EconPapers    
Economics at your fingertips  
 

City Schools

Patricia Cayo Sexton
Additional contact information
Patricia Cayo Sexton: New York University

The ANNALS of the American Academy of Political and Social Science, 1964, vol. 352, issue 1, 95-106

Abstract: Though other issues exist, the basic issues and problems in city schools arise from a conflict of interests be tween haves and have-nots. Race appears as a subdimension of the larger problem. The major contours of this engagement are seen at the federal level where the power exists to make governing decisions about school financing and in state govern ment where conservative and usually anticity interests domi nate. It is seen in a dimmer but far more explosive form in the city itself where have-nots, mainly Negroes, are pressing demands for school equity. Class lines are somewhat redrawn within liberal city governments and school systems. Negro demands give the illusion that the issue is strictly racial al though, in fact, the educational and political interests of other have-not and liberal leadership groups run parallel and converge more often than they diverge.

Date: 1964
References: Add references at CitEc
Citations:

Downloads: (external link)
https://journals.sagepub.com/doi/10.1177/000271626435200111 (text/html)

Related works:
This item may be available elsewhere in EconPapers: Search for items with the same title.

Export reference: BibTeX RIS (EndNote, ProCite, RefMan) HTML/Text

Persistent link: https://EconPapers.repec.org/RePEc:sae:anname:v:352:y:1964:i:1:p:95-106

DOI: 10.1177/000271626435200111

Access Statistics for this article

More articles in The ANNALS of the American Academy of Political and Social Science
Bibliographic data for series maintained by SAGE Publications ().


**Task goal**
Every entry must be repeated exactly in the answer.

**Data under study**
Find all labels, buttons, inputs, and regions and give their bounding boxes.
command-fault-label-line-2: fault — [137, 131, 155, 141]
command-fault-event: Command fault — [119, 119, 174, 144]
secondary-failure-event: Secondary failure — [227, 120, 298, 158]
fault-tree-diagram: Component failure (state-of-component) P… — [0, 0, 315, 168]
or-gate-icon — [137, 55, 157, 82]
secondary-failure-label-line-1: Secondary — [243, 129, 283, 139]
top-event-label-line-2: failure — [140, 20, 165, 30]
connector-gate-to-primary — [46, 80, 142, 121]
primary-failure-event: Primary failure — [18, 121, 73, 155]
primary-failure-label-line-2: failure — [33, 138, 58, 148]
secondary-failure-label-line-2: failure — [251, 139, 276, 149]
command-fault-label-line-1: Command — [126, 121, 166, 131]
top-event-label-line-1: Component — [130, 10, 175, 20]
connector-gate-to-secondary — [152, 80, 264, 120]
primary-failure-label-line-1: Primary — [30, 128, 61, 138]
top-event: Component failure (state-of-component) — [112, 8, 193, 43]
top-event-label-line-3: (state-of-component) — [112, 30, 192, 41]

**Answer to this task**
Find all labels, buttons, inputs, and regions and give their bounding boxes.
command-fault-label-line-2: fault — [137, 131, 155, 141]
command-fault-event: Command fault — [119, 119, 174, 144]
secondary-failure-event: Secondary failure — [227, 120, 298, 158]
fault-tree-diagram: Component failure (state-of-component) P… — [0, 0, 315, 168]
or-gate-icon — [137, 55, 157, 82]
secondary-failure-label-line-1: Secondary — [243, 129, 283, 139]
top-event-label-line-2: failure — [140, 20, 165, 30]
connector-gate-to-primary — [46, 80, 142, 121]
primary-failure-event: Primary failure — [18, 121, 73, 155]
primary-failure-label-line-2: failure — [33, 138, 58, 148]
secondary-failure-label-line-2: failure — [251, 139, 276, 149]
command-fault-label-line-1: Command — [126, 121, 166, 131]
top-event-label-line-1: Component — [130, 10, 175, 20]
connector-gate-to-secondary — [152, 80, 264, 120]
primary-failure-label-line-1: Primary — [30, 128, 61, 138]
top-event: Component failure (state-of-component) — [112, 8, 193, 43]
top-event-label-line-3: (state-of-component) — [112, 30, 192, 41]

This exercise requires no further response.